Advertisement

Trump ‘tested so many parts’ of Facebook: Cecilia Kang

'An Ugly Truth' author, Cecilia Kang, joins 'Influencers with Andy Serwer' to discuss Facebook's handling of misinformation during the Trump presidency.

Video Transcript

ANDY SERWER: Another interesting facet of his oversight, of course, is his relationship with Sheryl Sandberg. And that is something you really get into in the book. How did the company change after they met in 2007? And why did the years of the Trump presidency test their bond?

CECILIA KANG: Yes. So Sheryl Sandberg served a very important purpose in that she was a proven, successful executive at Google by the time she arrived at Facebook. And she arrived at Facebook when Mark Zuckerberg needed to scale. And he needed somebody who knew how to grow a business beyond just 100 million US users, but global.

ADVERTISEMENT

They had shared aspirations to do that. And she knew how to create a profit center. She knew how to create a business model. So their relationship was very intricately twined, and they had mutual goals throughout the very first years. They definitely differed, and there was tension in that Mark Zuckerberg did not want to do a lot of the things that Sheryl Sandberg eventually took up doing, which was policy and communications, government relations, legal, and growing the business.

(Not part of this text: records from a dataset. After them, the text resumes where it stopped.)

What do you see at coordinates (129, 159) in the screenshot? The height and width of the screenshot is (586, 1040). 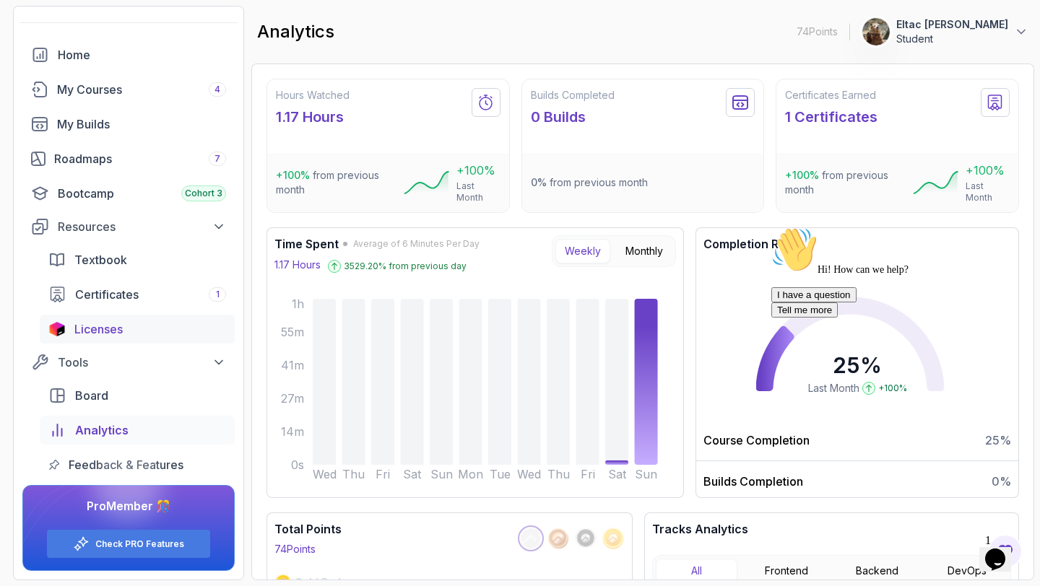 I see `a: roadmaps` at bounding box center [129, 159].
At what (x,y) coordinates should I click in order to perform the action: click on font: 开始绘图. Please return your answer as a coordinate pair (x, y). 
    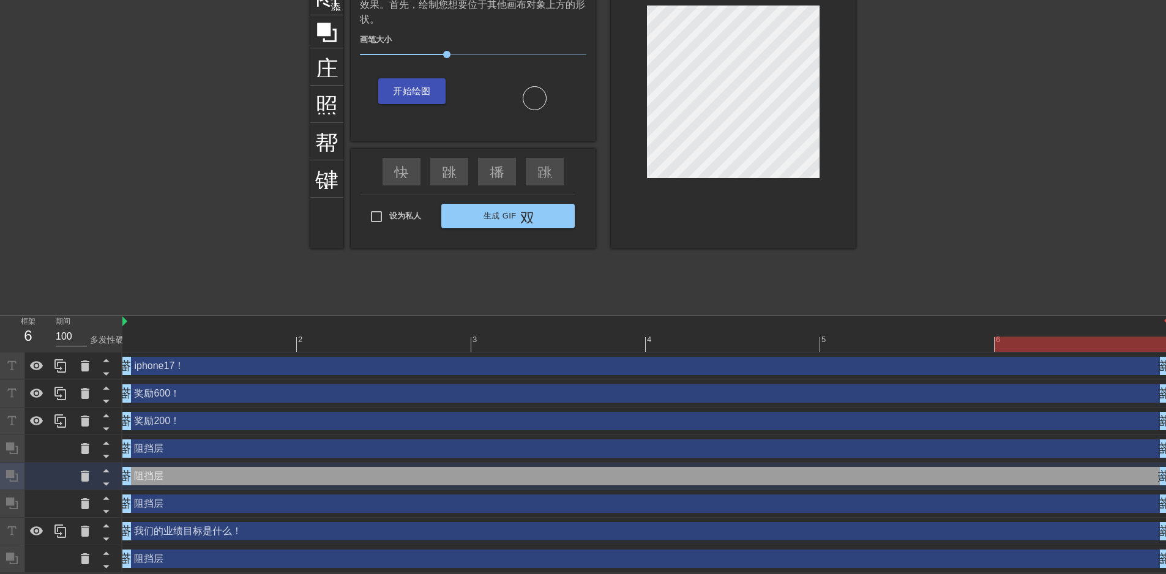
    Looking at the image, I should click on (412, 91).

What happened was during the Trump years-- and this is why we focus on this period, sort of election to election-- is that Trump in many ways tested so many parts of the business, so many of the things that were already systemic and intrinsic to the business model, and the technology, and the culture. And so once Trump came, and controversy surfaced, and lots of these problems and scandals emerged, Mark Zuckerberg seized much more control.

And importantly, what we saw is that Sheryl Sandberg, who was the counterbalance to some of his impulses and his personality, did not push back as much as I think many people internally, from what we heard, hoped she would. She was supposed to be the adult in the room when she was hired.

And in many cases, she was very concerned about pushing too hard against her boss and angering him. He had lost, also, some faith in her as well in that he was really mad that the company's reputation was deteriorating during the Trump years. And he cast some blame on her-- and I would say probably unfairly, because a lot of the problems came from his side of the business, which was product.